Fill nipples:

If you look at Hydraulic fitting catalogs, Brass is only rated to 3000psi, carbon steel to 5000psi, and stainless can be much higher like 10,000psi. Technically, the prudent thing would be to use stainless for the added safety factor.

Most of the other hoses and lines people are using are downstream of the bottle regulator so they are only subject to about 800psi.

Can somebody please explain to me why SCUBA tank volume here in the US.....

Because in the US we like to do things our way. Some figured out how much air we stuffed into a cylinder and called it an 80. We don't like to change and we like to picture things in feet and inches. Doing things in BAR is like using the metric system we don't do it.

Why would you want to buy a converter and not a DIN unit in the first place:

You could certinally buy a reg setup for DIN from the factory and the price is usually the same as a yoke type. But given that most of the tanks in the US are yoke, as a diver you would want an adapter to go back to yoke for the flexability. Most charter boats and travel destinations don't offer DIN tanks.

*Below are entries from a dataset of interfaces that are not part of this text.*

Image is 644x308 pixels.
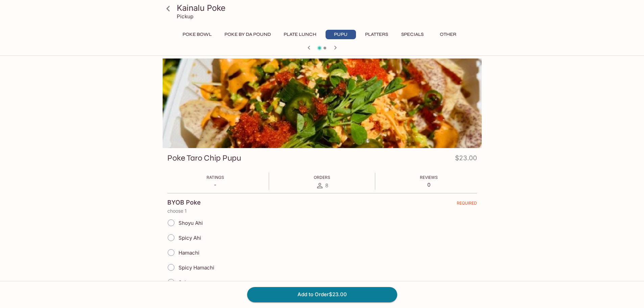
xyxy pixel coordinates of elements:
p: - [206,181,224,188]
h4: BYOB Poke [167,199,200,206]
button: Poke By Da Pound [221,30,274,39]
button: Plate Lunch [280,30,320,39]
h4: $23.00 [454,152,477,166]
span: Shoyu Ahi [179,219,203,226]
span: Orders [314,175,330,180]
span: Hamachi [179,249,199,256]
button: Specials [397,30,427,39]
button: Other [433,30,464,39]
div: Poke Taro Chip Pupu [162,59,482,148]
button: Poke Bowl [179,30,215,39]
p: choose 1 [167,208,477,214]
span: Spicy Ahi [179,234,201,241]
p: 0 [420,181,438,188]
span: Spicy Hamachi [179,264,214,271]
h3: Poke Taro Chip Pupu [167,152,241,163]
button: Platters [361,30,392,39]
button: Add to Order$23.00 [247,287,397,301]
span: REQUIRED [456,200,477,208]
button: Pupu [325,30,356,39]
p: Pickup [176,13,193,20]
span: Ratings [206,175,224,180]
span: 8 [325,182,328,189]
span: Reviews [420,175,438,180]
h3: Kainalu Poke [176,2,478,13]
span: Salmon [179,279,196,286]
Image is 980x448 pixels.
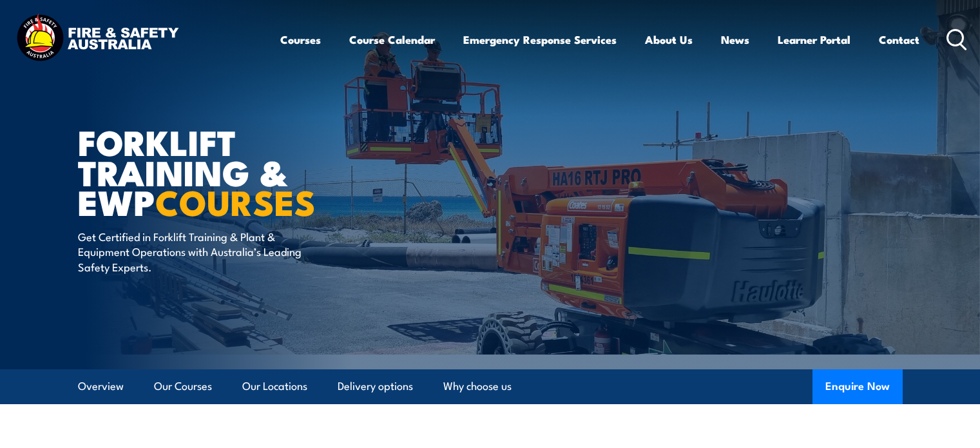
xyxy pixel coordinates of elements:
[78,127,396,217] h1: Forklift Training & EWP
[242,369,308,404] a: Our Locations
[721,23,750,57] a: News
[338,369,413,404] a: Delivery options
[349,23,435,57] a: Course Calendar
[78,369,124,404] a: Overview
[879,23,920,57] a: Contact
[78,229,313,274] p: Get Certified in Forklift Training & Plant & Equipment Operations with Australia’s Leading Safety...
[155,174,315,228] strong: COURSES
[645,23,693,57] a: About Us
[154,369,212,404] a: Our Courses
[280,23,321,57] a: Courses
[778,23,851,57] a: Learner Portal
[464,23,617,57] a: Emergency Response Services
[444,369,511,404] a: Why choose us
[813,369,903,404] button: Enquire Now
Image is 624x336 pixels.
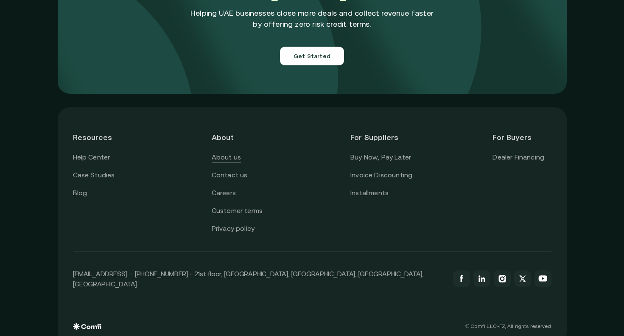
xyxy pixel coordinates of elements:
[492,123,551,152] header: For Buyers
[73,170,115,181] a: Case Studies
[350,123,412,152] header: For Suppliers
[350,170,412,181] a: Invoice Discounting
[73,123,131,152] header: Resources
[212,123,270,152] header: About
[212,152,241,163] a: About us
[73,152,110,163] a: Help Center
[212,223,254,234] a: Privacy policy
[73,268,444,289] p: [EMAIL_ADDRESS] · [PHONE_NUMBER] · 21st floor, [GEOGRAPHIC_DATA], [GEOGRAPHIC_DATA], [GEOGRAPHIC_...
[212,187,236,198] a: Careers
[212,205,262,216] a: Customer terms
[492,152,544,163] a: Dealer Financing
[190,8,433,30] p: Helping UAE businesses close more deals and collect revenue faster by offering zero risk credit t...
[465,323,551,329] p: © Comfi L.L.C-FZ, All rights reserved
[212,170,248,181] a: Contact us
[350,187,388,198] a: Installments
[350,152,411,163] a: Buy Now, Pay Later
[73,187,87,198] a: Blog
[73,323,101,330] img: comfi logo
[280,47,344,65] button: Get Started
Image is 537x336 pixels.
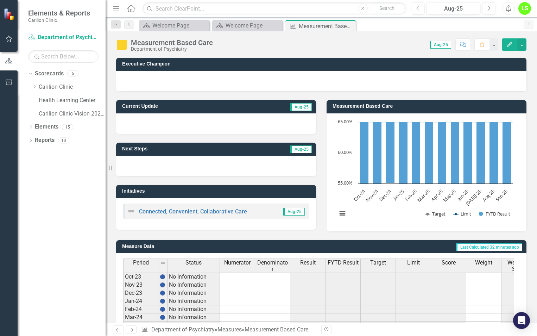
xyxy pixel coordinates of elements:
span: FYTD Result [328,259,359,266]
td: Jan-24 [123,297,158,305]
text: Feb-25 [404,188,418,202]
button: Show Limit [454,211,471,217]
a: Measures [218,326,242,333]
img: BgCOk07PiH71IgAAAABJRU5ErkJggg== [160,306,165,312]
td: No Information [168,281,220,289]
path: Jun-25, 70.80048851. FYTD Result. [464,87,472,183]
td: No Information [168,289,220,297]
div: Measurement Based Care [245,326,308,333]
g: FYTD Result, series 3 of 3. Bar series with 12 bars. [360,75,512,183]
td: No Information [168,321,220,330]
div: 15 [62,124,73,130]
h3: Measurement Based Care [333,104,523,109]
span: Denominator [257,259,289,272]
a: Welcome Page [214,21,281,30]
button: LS [519,2,531,15]
path: Apr-25, 70.96066676. FYTD Result. [438,86,447,183]
span: Aug-25 [290,103,312,111]
span: Target [370,259,386,266]
text: [DATE]-25 [464,188,483,207]
td: Apr-24 [123,321,158,330]
button: Aug-25 [427,2,481,15]
button: View chart menu, Chart [338,208,348,218]
small: Carilion Clinic [28,17,90,23]
a: Department of Psychiatry [151,326,215,333]
td: Nov-23 [123,281,158,289]
td: No Information [168,273,220,281]
span: Result [300,259,316,266]
text: Jun-25 [456,188,470,202]
div: 5 [67,71,79,77]
td: No Information [168,313,220,321]
path: Dec-24, 72.39864865. FYTD Result. [386,77,395,183]
button: Show FYTD Result [479,211,511,217]
span: Elements & Reports [28,9,90,17]
span: Aug-25 [283,208,305,215]
div: Welcome Page [226,21,281,30]
text: May-25 [442,188,457,203]
path: Mar-25, 71.25260236. FYTD Result. [425,84,434,183]
div: » » [141,326,316,334]
h3: Measure Data [122,244,252,249]
a: Connected, Convenient, Collaborative Care [139,208,247,215]
span: Period [133,259,149,266]
td: No Information [168,297,220,305]
input: Search Below... [28,50,99,63]
span: Weighted Score [503,259,535,272]
a: Carilion Clinic [39,83,106,91]
text: 65.00% [338,118,353,125]
img: BgCOk07PiH71IgAAAABJRU5ErkJggg== [160,290,165,296]
div: Welcome Page [152,21,208,30]
h3: Current Update [122,104,240,109]
h3: Initiatives [122,188,313,194]
h3: Next Steps [122,146,224,151]
button: Search [370,4,405,13]
path: Oct-24, 72.02664129. FYTD Result. [360,79,369,183]
div: Department of Psychiatry [131,46,213,52]
span: Status [186,259,202,266]
path: Aug-25, 70.90327738. FYTD Result. [490,86,499,183]
svg: Interactive chart [334,119,517,224]
path: Feb-25, 71.73634812. FYTD Result. [412,81,421,183]
a: Reports [35,136,55,144]
img: BgCOk07PiH71IgAAAABJRU5ErkJggg== [160,282,165,288]
a: Welcome Page [141,21,208,30]
input: Search ClearPoint... [143,2,406,15]
img: BgCOk07PiH71IgAAAABJRU5ErkJggg== [160,298,165,304]
img: 8DAGhfEEPCf229AAAAAElFTkSuQmCC [160,260,166,266]
div: Aug-25 [429,5,478,13]
span: Search [380,5,395,11]
button: Show Target [425,211,446,217]
img: ClearPoint Strategy [4,8,16,20]
path: Jul-25, 70.90327738. FYTD Result. [477,86,486,183]
img: BgCOk07PiH71IgAAAABJRU5ErkJggg== [160,274,165,280]
text: Jan-25 [392,188,406,202]
a: Department of Psychiatry [28,33,99,42]
span: Last Calculated 32 minutes ago [456,243,522,251]
a: Elements [35,123,58,131]
path: Nov-24, 72.71371769. FYTD Result. [373,75,382,183]
span: Aug-25 [430,41,451,49]
text: Apr-25 [430,188,444,202]
div: Measurement Based Care [299,22,354,31]
img: BgCOk07PiH71IgAAAABJRU5ErkJggg== [160,323,165,328]
a: Scorecards [35,70,64,78]
td: Feb-24 [123,305,158,313]
text: Oct-24 [352,188,367,202]
text: Aug-25 [481,188,496,203]
text: 60.00% [338,149,353,155]
span: Limit [407,259,420,266]
img: Not Defined [127,207,136,215]
div: 13 [58,137,69,143]
text: Dec-24 [378,188,393,202]
path: Sep-25, 70.90327738. FYTD Result. [503,86,512,183]
td: Oct-23 [123,273,158,281]
span: Aug-25 [290,145,312,153]
img: BgCOk07PiH71IgAAAABJRU5ErkJggg== [160,314,165,320]
td: Dec-23 [123,289,158,297]
a: Carilion Clinic Vision 2025 (Full Version) [39,110,106,118]
span: Weight [475,259,493,266]
td: No Information [168,305,220,313]
span: Score [442,259,456,266]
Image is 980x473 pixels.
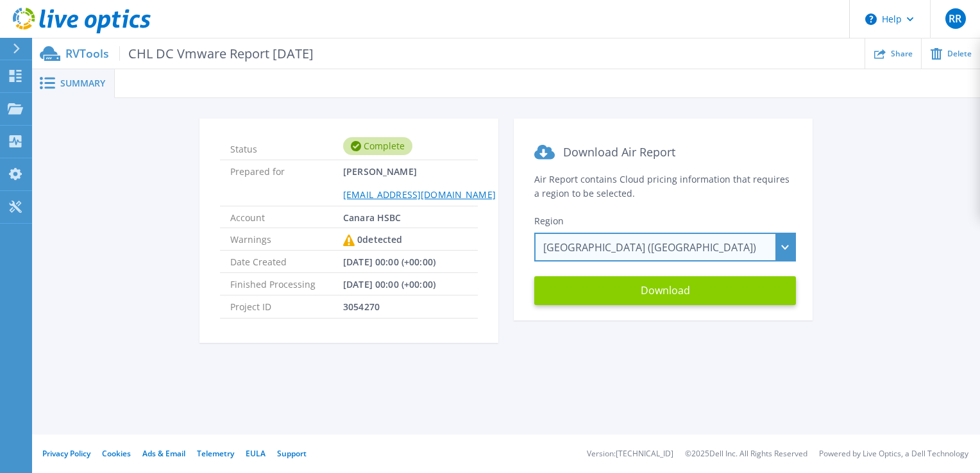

Given that most SCUBA shops seem to charge between $4-5 per fill, I'd imagine that there is enough of a margin in there to pay for the higher costs:

Let me see $4.00 per fill, 10-12min compressor time at 220V/AC, $1.00 per hour for the filter, Labor, maintenance, loan payment, the list goes on and on. 30 SCUBA fills per week (small operation) that's $480 gross per month. No, there's not much margin in the cost of air fills. I'm lucky to break even. It's the sales made while the customer is in the store that cover the expenses and make the profit.